The Government has in the past resisted him, but Sir Patrick Mayhew, Secretary of State for Northern Ireland, has reportedly been won over and is urging the change on the Home Secretary, who may introduce it for the whole country. If adopted, the measure would be part of a package designed to put pressure on the IRA following its inadequate response to the Downing Street Declaration.

The proposal raises two main questions. One is whether it would help to bring terrorists to justice. The other is whether it would so erode civil liberties that it should be opposed on principle. If there were strong evidence that it would curb terrorism, the principled case might have to give way, but so far there is little such evidence. RUC sources cite a double murder where they knew the culprit but could not proceed because phone-tap evidence was inadmissible. Even if genuine, one case is not sufficient to justify an important change in the law.

Common sense points in the same direction. Members of the IRA and Sinn Fein assume that their phones are tapped, so they normally avoid incriminating talk. Perhaps they are less alert to more modern methods of surveillance but they would soon wake up to them if they found the results being used in court. Any benefits would therefore be short-lived and the results probably counterproductive once they were revealed.

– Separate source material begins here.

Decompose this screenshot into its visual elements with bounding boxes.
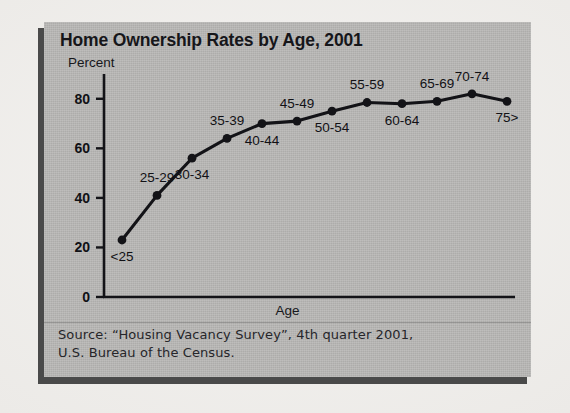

A democratic state must find a balance between order and freedom. In times of war and emergency it can legitimately take special powers. But these powers are temporary and tightly circumscribed. The Irish troubles can too easily be used to excuse a creeping erosion of civil liberties that then becomes difficult to reverse. Vigilance is particularly necessary since politicians, judges and police have recently so undermined public confidence in their use of existing powers.

Bringing evidence to court that has been acquired by surreptitious means would not in itself be a major threat to liberty, but it would put additional temptation in the way of the authorities to expand the dangerous twilight zone of surveillance. It would also be open to easy abuse, since tapes can be edited. The Government should continue to regard the idea with suspicion.